We began talking about emptiness on Monday. We all know someplace inside that feels hollow, like something is missing. It feels like a place where we are cut off. We don't know what we are cut off from but there is nagging sense that this hole, at the very center of our being, must be filled. Mostly we don't get close to the actual emptiness, the nothingness. We experience all kinds of reactions. There may be intense agitation, addictive filling ( spending, shopping, eating, drinking, using drugs, gambling, over working...). Of we withdraw from the possibility of being disappointed, giving up and sinking into despair or a lazy collapse. Netflix is the perfect companion into the couch!
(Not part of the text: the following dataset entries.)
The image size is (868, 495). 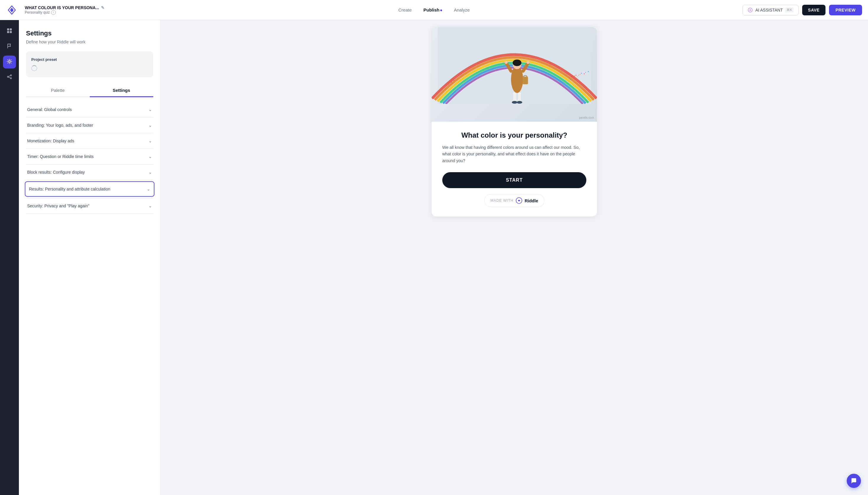 What do you see at coordinates (10, 258) in the screenshot?
I see `sidebar` at bounding box center [10, 258].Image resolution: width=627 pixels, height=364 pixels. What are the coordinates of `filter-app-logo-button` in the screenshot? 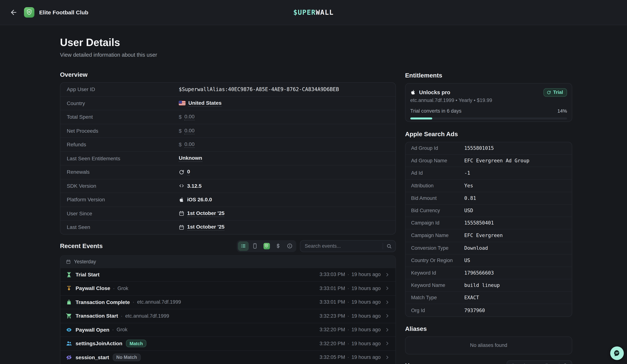 It's located at (267, 246).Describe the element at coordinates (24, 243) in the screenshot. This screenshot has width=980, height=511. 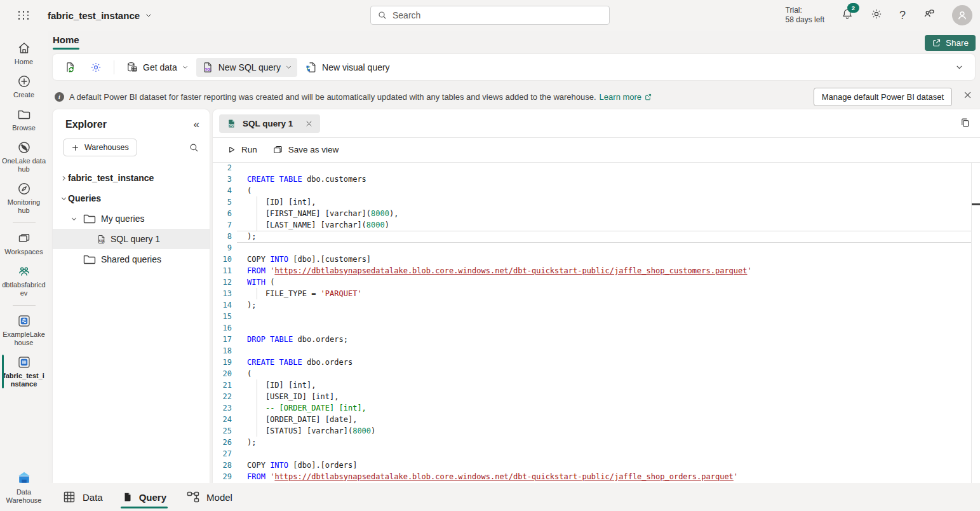
I see `rail-item-workspaces: Workspaces` at that location.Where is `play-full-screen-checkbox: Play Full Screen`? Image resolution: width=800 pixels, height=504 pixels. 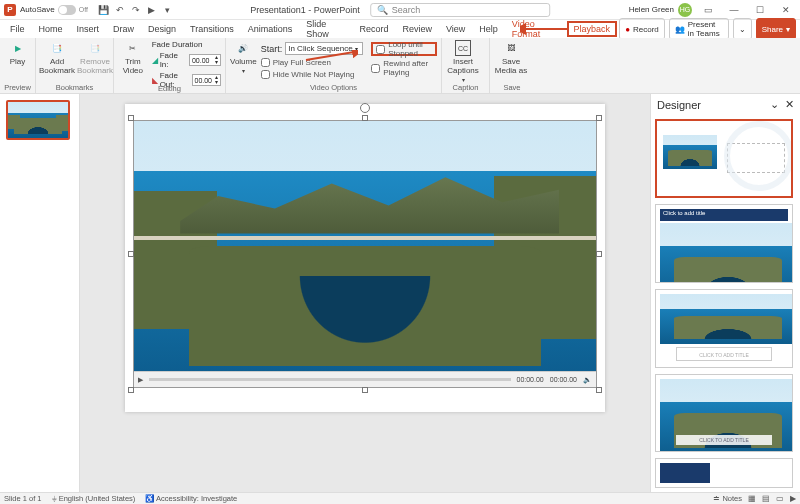 play-full-screen-checkbox: Play Full Screen is located at coordinates (312, 62).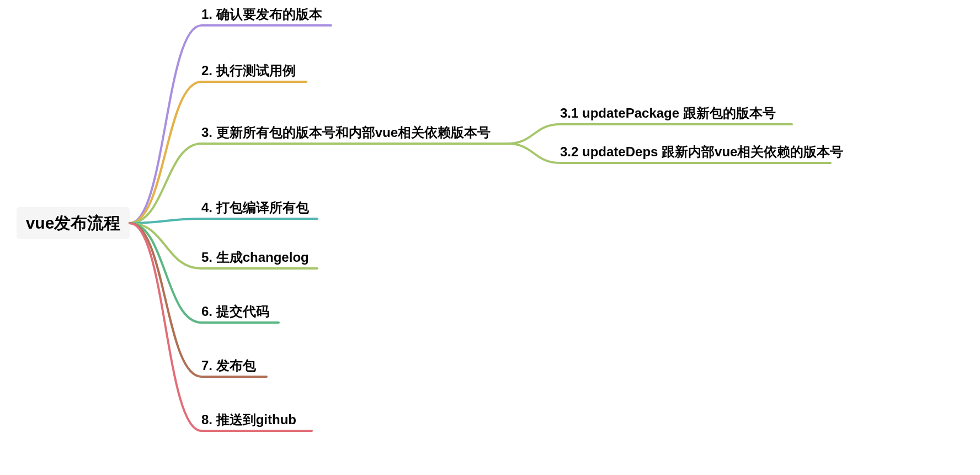  What do you see at coordinates (346, 133) in the screenshot?
I see `branch-3-label: 3. 更新所有包的版本号和内部vue相关依赖版本号` at bounding box center [346, 133].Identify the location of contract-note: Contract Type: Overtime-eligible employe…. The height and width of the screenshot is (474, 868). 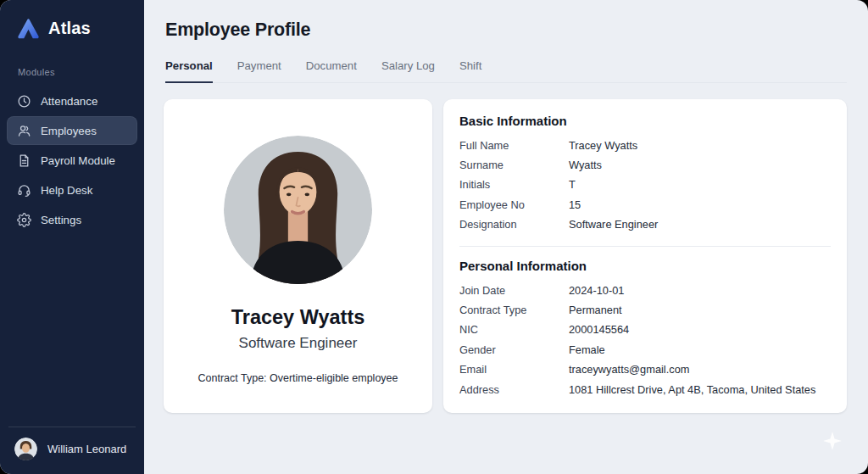
(298, 378).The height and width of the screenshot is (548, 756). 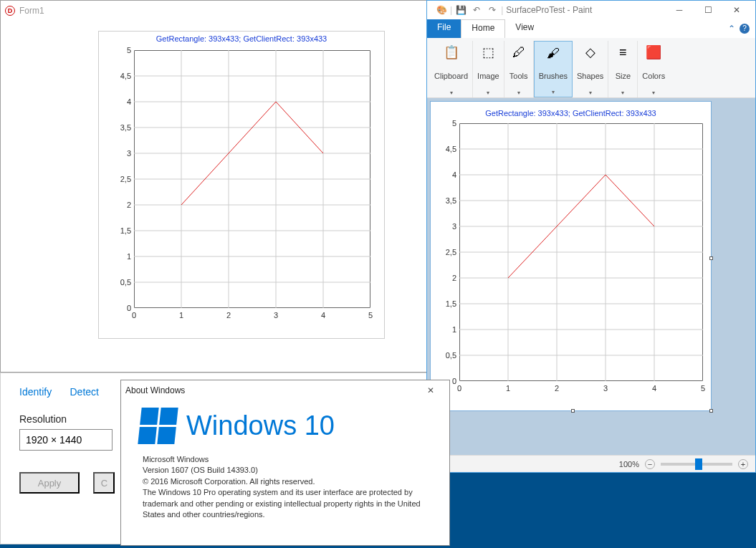 What do you see at coordinates (451, 69) in the screenshot?
I see `ribbon-clipboard: 📋 Clipboard ▾` at bounding box center [451, 69].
Or we may engage in endless social activity fearing being lonely. Or we simply keep ourselves constantly busy. Or we our bodies freeze up in fear. What is your favorite way to reaction to the hole of emptiness.
The tragedy is that this nothingness, this place of cutoff-- where we unconsciously, by necessity, and through the normal and healthy development of ego,-- is actually the doorway to our divine nature, our presence. What you may discover as you befriend this emptiness, as you bring your practice of presence to it, that this empty hole, this disconnection is simply a kind of empty spaciousness, an opening, that allows what is deeper and truer to arise. If we are caught up in all the reactions we believe that this emptiness is a kind of annihilation, an intolerable meaningless, a place of terror and we never actually let ourselves land in the nothing to discover that it is simply an opening, a portal.
Years ago I was in the Southern Hemisphere and Christmas was in the height of summer. Of course Santa on slays in blazing heat was all wrong. But more importantly there was so little darkness. My soul could not find the tug to go inward. Back then I did not understand what this pull was but at some intuitive level I could feel that some kind of deep dark gravity was missing.